Play on words often hampers understanding. Far be it from me to contribute to render obscure paintings as serene as these by Marina Saleme. If each pole of the “seem (to be)/appear” twosome is applicable to the paintings I am to review, I believe this witty play between poles is also applicable to paintings, rather than only between words.
They seem (to be) because each of Saleme’s paintings features a shrouded figuration. Given their four sizes, it is even possible to classify the very small pictures as still lifes; the small and medium, as landscapes; and the large, as portraits and landscapes. However, the shrouding prevents figures from appearing completely. They are visible as indistinct shapes.
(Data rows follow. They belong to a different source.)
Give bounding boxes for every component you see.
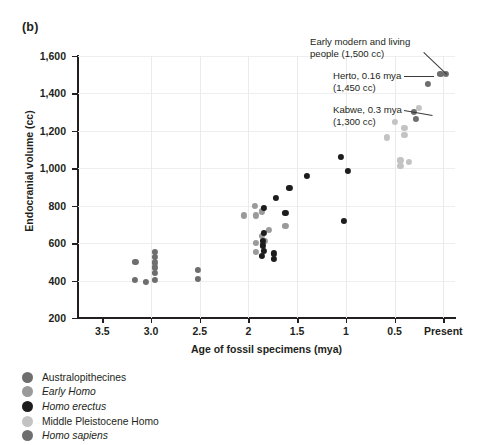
legend-item[interactable]: Homo sapiens xyxy=(22,428,159,443)
x-tick-mark xyxy=(297,318,298,323)
figure-panel-b: (b) 2004006008001,0001,2001,4001,600 3.5… xyxy=(0,0,492,445)
annotation-early-modern-living-people: Early modern and living people (1,500 cc… xyxy=(310,36,410,61)
vertical-gridline xyxy=(346,56,347,318)
y-tick-label: 1,600 xyxy=(22,50,66,62)
data-point xyxy=(152,277,158,283)
legend-label: Early Homo xyxy=(42,386,96,397)
legend-swatch-icon xyxy=(22,386,33,397)
data-point xyxy=(261,230,267,236)
x-tick-label: 3.0 xyxy=(144,325,159,337)
data-point xyxy=(273,195,279,201)
legend-label: Homo erectus xyxy=(42,401,106,412)
y-tick-mark xyxy=(72,168,77,169)
y-tick-mark xyxy=(72,56,77,57)
x-tick-mark xyxy=(248,318,249,323)
vertical-gridline xyxy=(395,56,396,318)
x-tick-label: Present xyxy=(424,325,463,337)
data-point xyxy=(425,81,431,87)
legend-swatch-icon xyxy=(22,372,33,383)
data-point xyxy=(132,259,138,265)
leader-herto xyxy=(404,76,434,77)
y-tick-label: 400 xyxy=(22,275,66,287)
x-tick-mark xyxy=(395,318,396,323)
y-tick-mark xyxy=(72,131,77,132)
data-point xyxy=(384,134,390,140)
legend-label: Australopithecines xyxy=(42,372,126,383)
plot-area xyxy=(78,56,455,318)
legend-item[interactable]: Middle Pleistocene Homo xyxy=(22,414,159,429)
y-tick-mark xyxy=(72,243,77,244)
data-point xyxy=(282,210,288,216)
x-tick-mark xyxy=(102,318,103,323)
x-tick-label: 2 xyxy=(246,325,252,337)
legend-item[interactable]: Homo erectus xyxy=(22,399,159,414)
x-tick-mark xyxy=(151,318,152,323)
y-axis-title: Endocranial volume (cc) xyxy=(23,76,35,266)
data-point xyxy=(253,240,259,246)
data-point xyxy=(338,154,344,160)
vertical-gridline xyxy=(443,56,444,318)
data-point xyxy=(271,256,277,262)
data-point xyxy=(241,212,247,218)
data-point xyxy=(259,253,265,259)
data-point xyxy=(253,212,259,218)
annotation-kabwe: Kabwe, 0.3 mya (1,300 cc) xyxy=(333,104,402,129)
legend-item[interactable]: Australopithecines xyxy=(22,370,159,385)
vertical-gridline xyxy=(297,56,298,318)
data-point xyxy=(143,278,149,284)
x-tick-label: 0.5 xyxy=(387,325,402,337)
data-point xyxy=(345,168,351,174)
data-point xyxy=(406,159,412,165)
x-tick-mark xyxy=(346,318,347,323)
y-tick-label: 200 xyxy=(22,312,66,324)
data-point xyxy=(304,173,310,179)
legend: AustralopithecinesEarly HomoHomo erectus… xyxy=(22,370,159,443)
data-point xyxy=(261,204,267,210)
x-tick-label: 2.5 xyxy=(192,325,207,337)
legend-label: Middle Pleistocene Homo xyxy=(42,416,159,427)
y-tick-mark xyxy=(72,318,77,319)
data-point xyxy=(413,116,419,122)
x-tick-label: 1 xyxy=(343,325,349,337)
data-point xyxy=(401,132,407,138)
x-tick-label: 3.5 xyxy=(95,325,110,337)
y-tick-mark xyxy=(72,93,77,94)
panel-label: (b) xyxy=(22,20,39,34)
legend-swatch-icon xyxy=(22,430,33,441)
legend-item[interactable]: Early Homo xyxy=(22,385,159,400)
data-point xyxy=(252,203,258,209)
legend-swatch-icon xyxy=(22,416,33,427)
x-tick-label: 1.5 xyxy=(290,325,305,337)
data-point xyxy=(282,223,288,229)
y-tick-mark xyxy=(72,206,77,207)
data-point xyxy=(131,277,137,283)
x-tick-mark xyxy=(443,318,444,323)
data-point xyxy=(152,270,158,276)
legend-label: Homo sapiens xyxy=(42,430,108,441)
horizontal-gridline xyxy=(78,131,455,132)
data-point xyxy=(286,185,292,191)
vertical-gridline xyxy=(248,56,249,318)
x-axis-title: Age of fossil specimens (mya) xyxy=(78,343,455,355)
legend-swatch-icon xyxy=(22,401,33,412)
annotation-herto: Herto, 0.16 mya (1,450 cc) xyxy=(333,70,401,95)
x-tick-mark xyxy=(200,318,201,323)
y-tick-mark xyxy=(72,281,77,282)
They resemble apparitions. A few are disturbing, while others, pleasant dreams. They appear because only those paintings that insist on becoming visible manage to appear. In fact, even though showoffs – as in the expression “So-and-so is a showoff” – do not appear through exposure, they appear. At a risk of overusing words and metaphors, I wish to suggest the following arithmetical relation in these pictures: the half that does not seem to be gives place to the half that appears, and the half that does not appear gives place to that which seems to be.
Half this, half that may seem to be a rather unfitting way, though not at all inappropriate, in which to describe Marina Saleme’s paintings. While sharing a same unity given by a dominant color, the paintings also contain parts and halves. In other words, they contain nodes, veins, incisions, interrupted patterns. They contain a somewhat pictorial archaeology. Therefore, that which was to be exposed is merely a section in a medium that is neither liquid nor solid. It comes upon undefined things that draw the viewer’s eye to an investigation about that which seems to be and that which actually has appeared upon survey. Saleme’s serene paintings convey the gentle, patient brushwork with which she soothed disquietude, layer upon layer. The paintings achieve quietude by struggling against the chaos they still feature. The artist’s work is indeed an archaeology that doubles as an artistic reconstruction of both feelings and sectioned, discontinued life experiences. And, if life often makes it impossible to combine them, art will always prevail as a hope for the life that could have been.